FREMONT, Ohio — On the same day, in the same county of northern Ohio, two new grandparents prepared to drive to the same factory for work. They had started their careers at Arm & Hammer in the same year, and for more than two decades they had stood together on a concrete floor and watched baking soda roll down an 80-foot production line. But, on this morning, what they saw looked nothing alike.
Bill Herr, 61, left a house that had declined in value by 20 percent, in a neighborhood blemished by foreclosures, in a town where he believed the economy for the middle class was “falling apart.” He said goodbye to a wife who was recovering from open-heart surgery, which she blamed in small part on the stress and disappointment of the presidential election. He grabbed a coat purchased for $6 at Goodwill and walked out a front door where he had recently hung a sign created by a local Christian motorcycle group: “AMERICA NEEDS GOD’S HELP! PRAYER OUR ONLY HOPE.”
Cathy Morris, 53 left a home she had bought with the help of a middle-class tax break and then drove by the mailbox where she sent regular $25 checks to President Obama. She passed through a town that she believed was “almost back” and pulled into an Arm & Hammer factory where orders had increased by 5 percent and management was once again hiring. “Obama,” she said. “Thank goodness.”

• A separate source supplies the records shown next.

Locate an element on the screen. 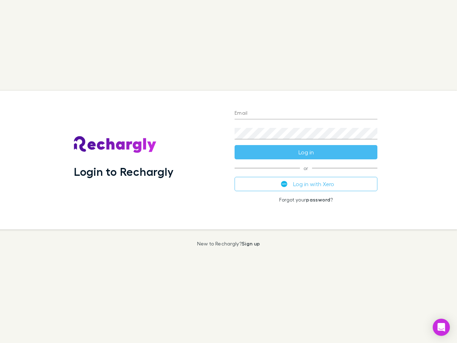  p: Forgot your ? is located at coordinates (306, 200).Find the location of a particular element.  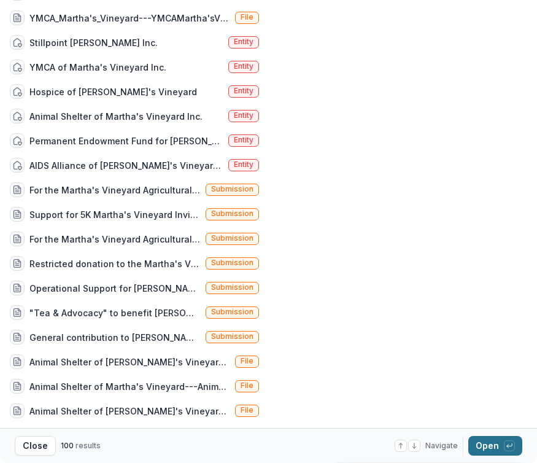

div: YMCA of Martha's Vineyard Inc. is located at coordinates (98, 67).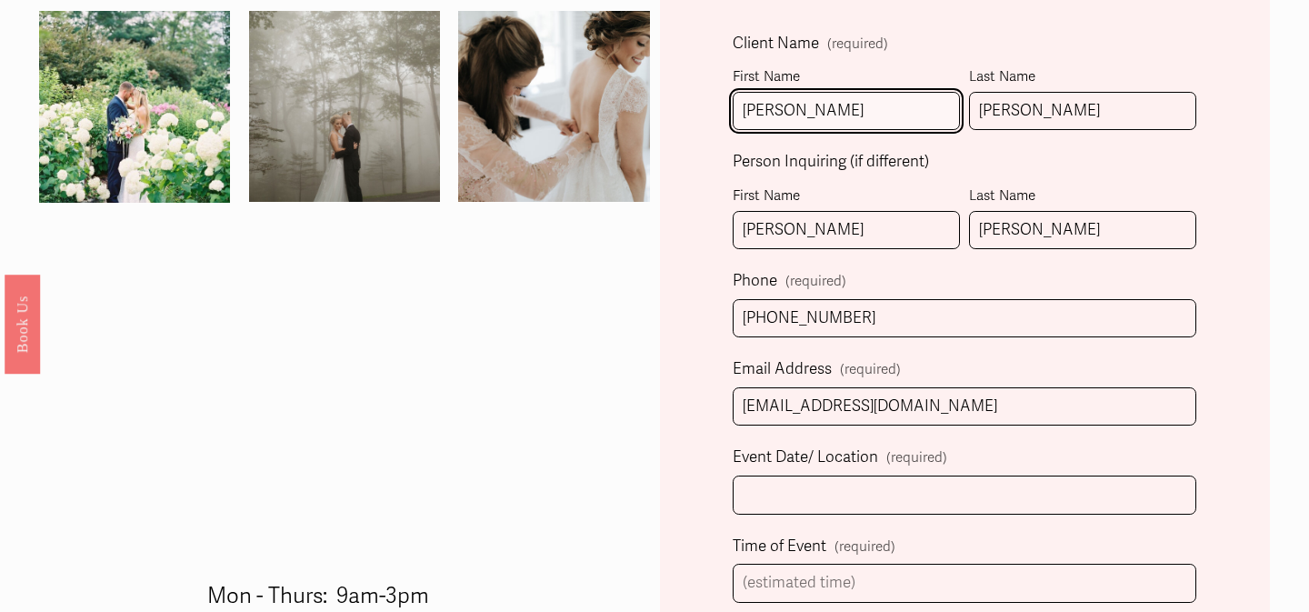 Image resolution: width=1309 pixels, height=612 pixels. What do you see at coordinates (344, 106) in the screenshot?
I see `img: a&b-249.jpg` at bounding box center [344, 106].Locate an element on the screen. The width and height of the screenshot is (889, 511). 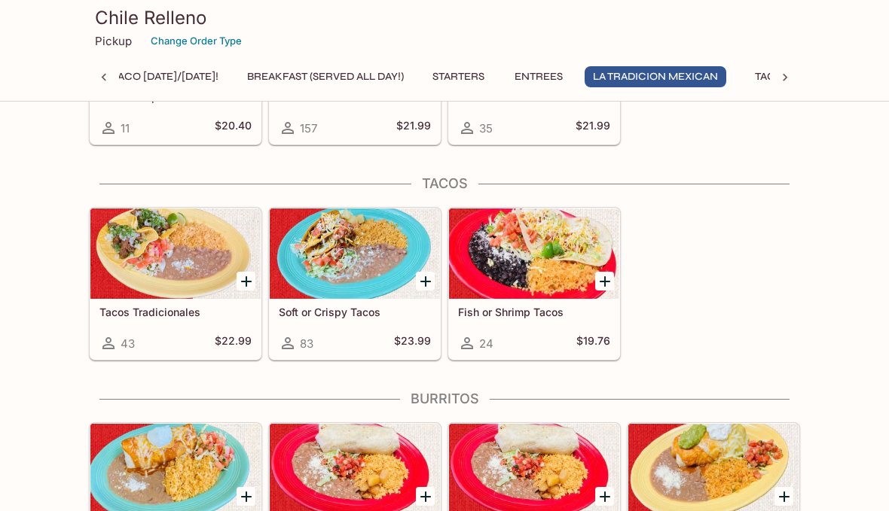
button: Add Fish or Shrimp Tacos is located at coordinates (604, 281).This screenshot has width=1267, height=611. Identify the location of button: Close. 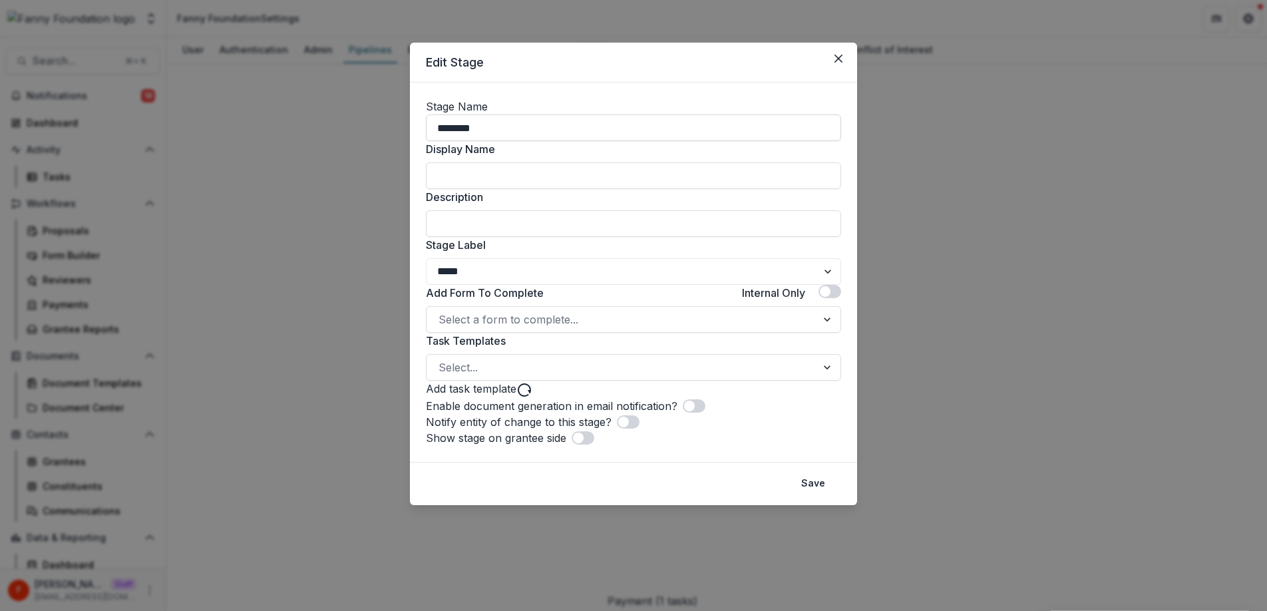
(838, 59).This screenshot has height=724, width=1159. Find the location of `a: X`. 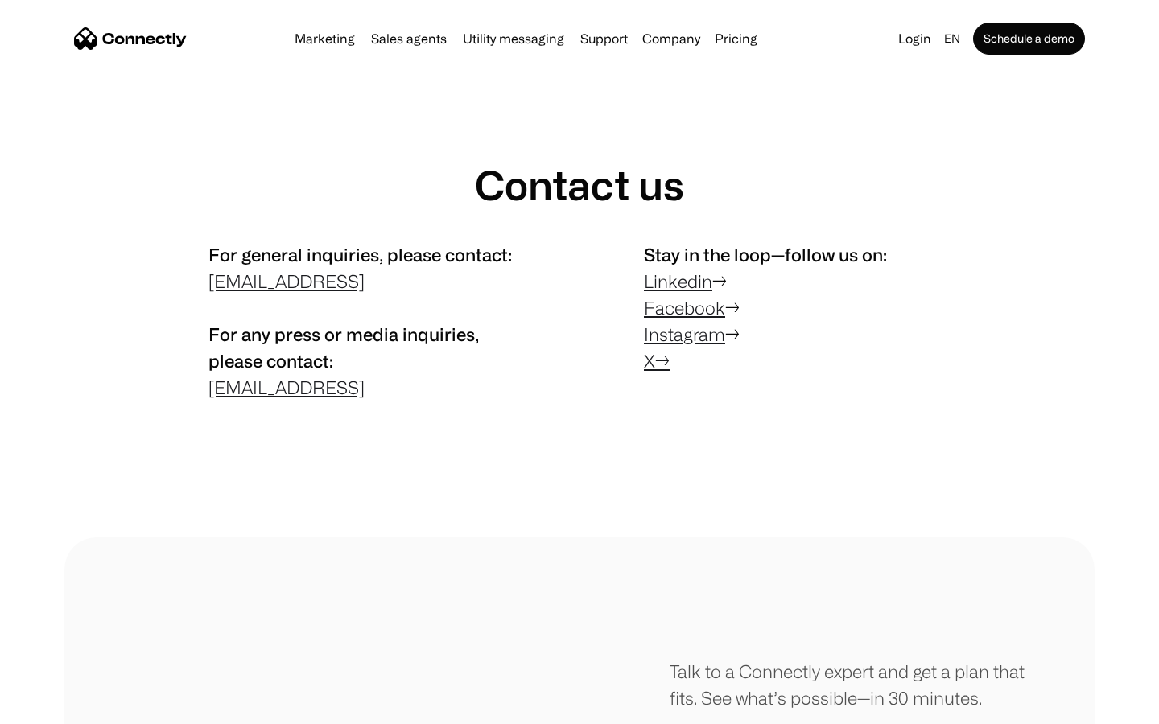

a: X is located at coordinates (649, 360).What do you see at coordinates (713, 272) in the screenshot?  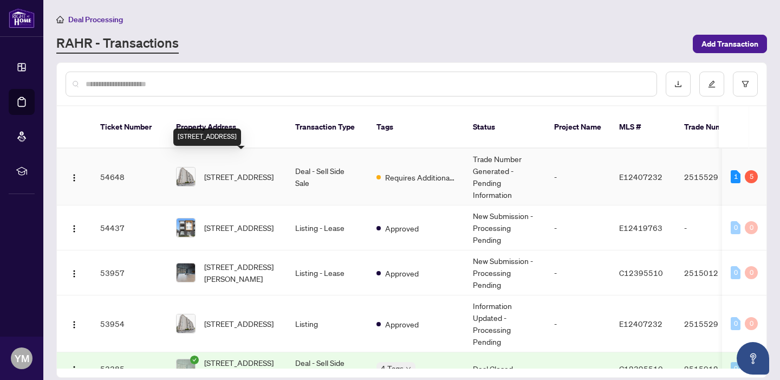 I see `td: 2515012` at bounding box center [713, 272]. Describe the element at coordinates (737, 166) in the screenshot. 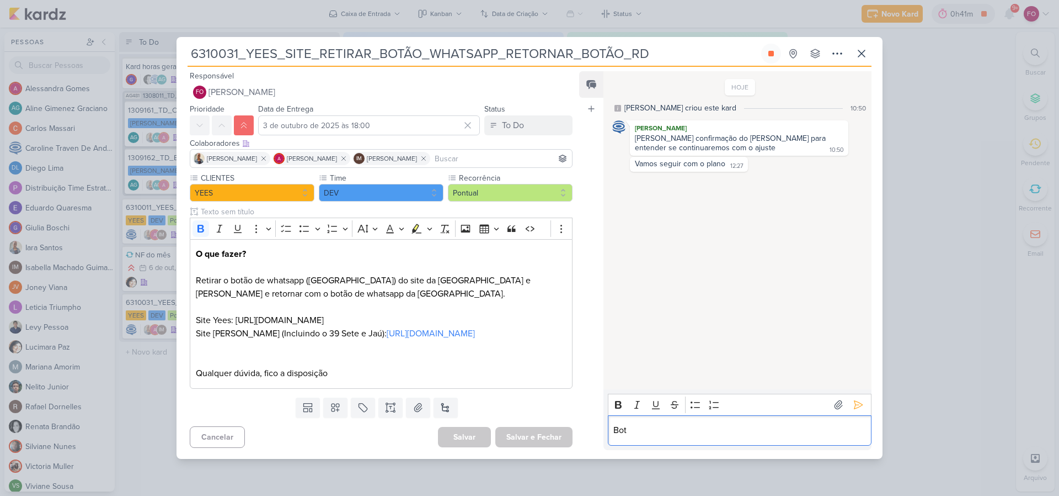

This is the America that President Obama will govern in his second term: A place divided not only by ideology, race and class, but also by the very perception of reality. Four years since Obama first took office, is the country better or worse off? Safer or more at risk? Principled or desperately lost?
Here in Fremont, as in much of America, it all depends on whom you ask. In this rural, Rust Belt county where Obama won exactly 50 percent of the vote, located in a state where he won 50 percent, residents expect Obama to either ruin the country or rescue it. The president who spoke ambitiously at his first inauguration about uniting America instead arrives at his second with the country further divided. Fourteen percent of Republicans think he’s doing a good job, compared with 88 percent of Democrats. The goal is no longer to effect sweeping conciliation so much as to find fractional compromise in a diminishing common ground.
Inside an Arm & Hammer factory that billows smoke across the farmlands of Ohio, 180 employees now self-segregate into what Morris calls “ideological islands.” Co-workers who were once moderate Democrats or Republicans shifted fully to their sides over the past four years, intensifying the disconnect.
There are free copies of a National Rifle Association monthly magazine in one break room and, as of late last year, a life-size cardboard cutout of Obama in the other. There are workers who share copies of Obama’s biography, “Dreams of My Father,” and others who distribute the movie-version parody, “Dreams of My Real Father: A Story of Reds and Deception.”
And then there are Morris and Herr, two longtime employees working side-by-side, each anticipating Obama’s second inauguration as a seminal moment.